EDIT: There was nothing wrong. I was an idiot. The below settings are correct.
I've set up an instance of mongodb (3.4) on windows, configured like this:
net:
port: 27017
ssl:
mode: preferSSL
PEMKeyFile: C:\...\mongodb.pem
CAFile: C:\...\mongodb.ca
allowConnectionsWithoutCertificates: true
The certificate is a CA-signed certificate issued for a specific domain and a wildcard subdomain.
I can then connect to the database from my local machine using a simple C# program that has the following connection string:
mongodb://user:password@hostname?ssl=true
and it works fine. The client is not using a certificate.
I've fiddled with the parameters and it really seems like it really is connecting using SSL:
- If I switch to
mode:requireSSL
and setssl=false
in the connection string, I cannot connect, which is expected - If I connect to a domain that is not included in the certificate, I get
The remote certificate is invalid according to the validation procedure.

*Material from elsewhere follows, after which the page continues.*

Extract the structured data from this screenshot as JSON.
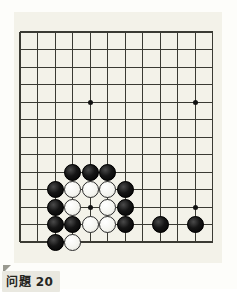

, which is also expected - The only errors/warnings I see in the mongo log is
no SSL certificate provided by peer
- which is expected; the client is not using a certificate, thats why I've configuredallowConnectionsWithoutCertificates: true
However, when I look at the traffic using Wireshark, I can inspect all the packets and read the data being sent to and from the server in plaintext. There is no SSL/TLS layer in the packet details pane, just Ethernet, IP, TCP and then Mongo Wire protocol.
My question is: is this expected? Shouldn't the traffic be encrypted, and thus unreadable in Wireshark?